HST.951J | Spring 2003 | Graduate

Medical Decision Support

Course Description

This course presents the main concepts of decision analysis, artificial intelligence and predictive model construction and evaluation in the specific context of medical applications. It emphasizes the advantages and disadvantages of using these methods in real-world systems and provides hands-on experience. Its …

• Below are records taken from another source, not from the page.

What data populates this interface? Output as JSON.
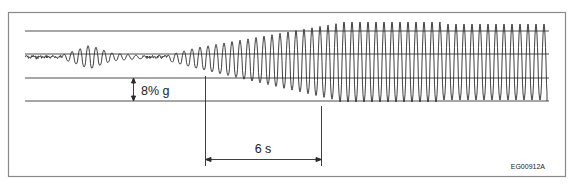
{
  "figure": {
    "id_label": "EG00912A",
    "amplitude_label": "8% g",
    "time_label": "6 s",
    "colors": {
      "frame": "#8a8a8a",
      "grid": "#3a3a3a",
      "trace": "#2a2a2a",
      "background": "#ffffff"
    }
  },
  "chart_data": {
    "type": "line",
    "title": "",
    "xlabel": "",
    "ylabel": "",
    "grid": true,
    "grid_lines_y": 4,
    "scale_annotations": [
      {
        "kind": "vertical",
        "label": "8% g",
        "spans": "one grid interval"
      },
      {
        "kind": "horizontal",
        "label": "6 s"
      }
    ],
    "envelope": [
      {
        "x0": 25,
        "x1": 62,
        "center": 57,
        "amp": 1.5,
        "noise": true
      },
      {
        "x0": 62,
        "x1": 90,
        "center": 57,
        "amp_from": 2,
        "amp_to": 12
      },
      {
        "x0": 90,
        "x1": 112,
        "center": 57,
        "amp_from": 12,
        "amp_to": 4
      },
      {
        "x0": 112,
        "x1": 140,
        "center": 57,
        "amp_from": 4,
        "amp_to": 1.5
      },
      {
        "x0": 140,
        "x1": 168,
        "center": 57,
        "amp": 1.5,
        "noise": true
      },
      {
        "x0": 168,
        "x1": 195,
        "center": 58,
        "amp_from": 3,
        "amp_to": 10
      },
      {
        "x0": 195,
        "x1": 340,
        "center_from": 58,
        "center_to": 62,
        "amp_from": 10,
        "amp_to": 39
      },
      {
        "x0": 340,
        "x1": 440,
        "center": 62,
        "amp": 40
      },
      {
        "x0": 440,
        "x1": 547,
        "center": 62,
        "amp": 38
      }
    ],
    "period_px": 8
  }
}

This course presents the main concepts of decision analysis, artificial intelligence and predictive model construction and evaluation in the specific context of medical applications. It emphasizes the advantages and disadvantages of using these methods in real-world systems and provides hands-on experience. Its technical focus is on decision support, knowledge-based systems (qualitative and quantitative), learning systems (including logistic regression, classification trees, neural networks, rough sets), and techniques to evaluate the performance of such systems. It reviews computer-based diagnosis, planning and monitoring of therapeutic interventions. It also discusses implemented medical applications and the software tools used in their construction. Students produce a final project using the machine learning methods learned in the course, based on actual clinical data.

Lecturers

Prof. Stephan Dreiseitl

Prof. Ju Jan Kim

Prof. Bill Long

Prof. Marco Ramoni

Prof. Fred Resnic

Prof. David Wypij

Learning Resource Types
Problem Sets with Solutions
Exams
Lecture Notes
Programming Assignments
Comparison of logistic regression vs. neural networks as prognostic models.
Comparison of logistic regression vs. neural networks as prognostic models. (Image by Prof. Lucila Ohno-Machado.)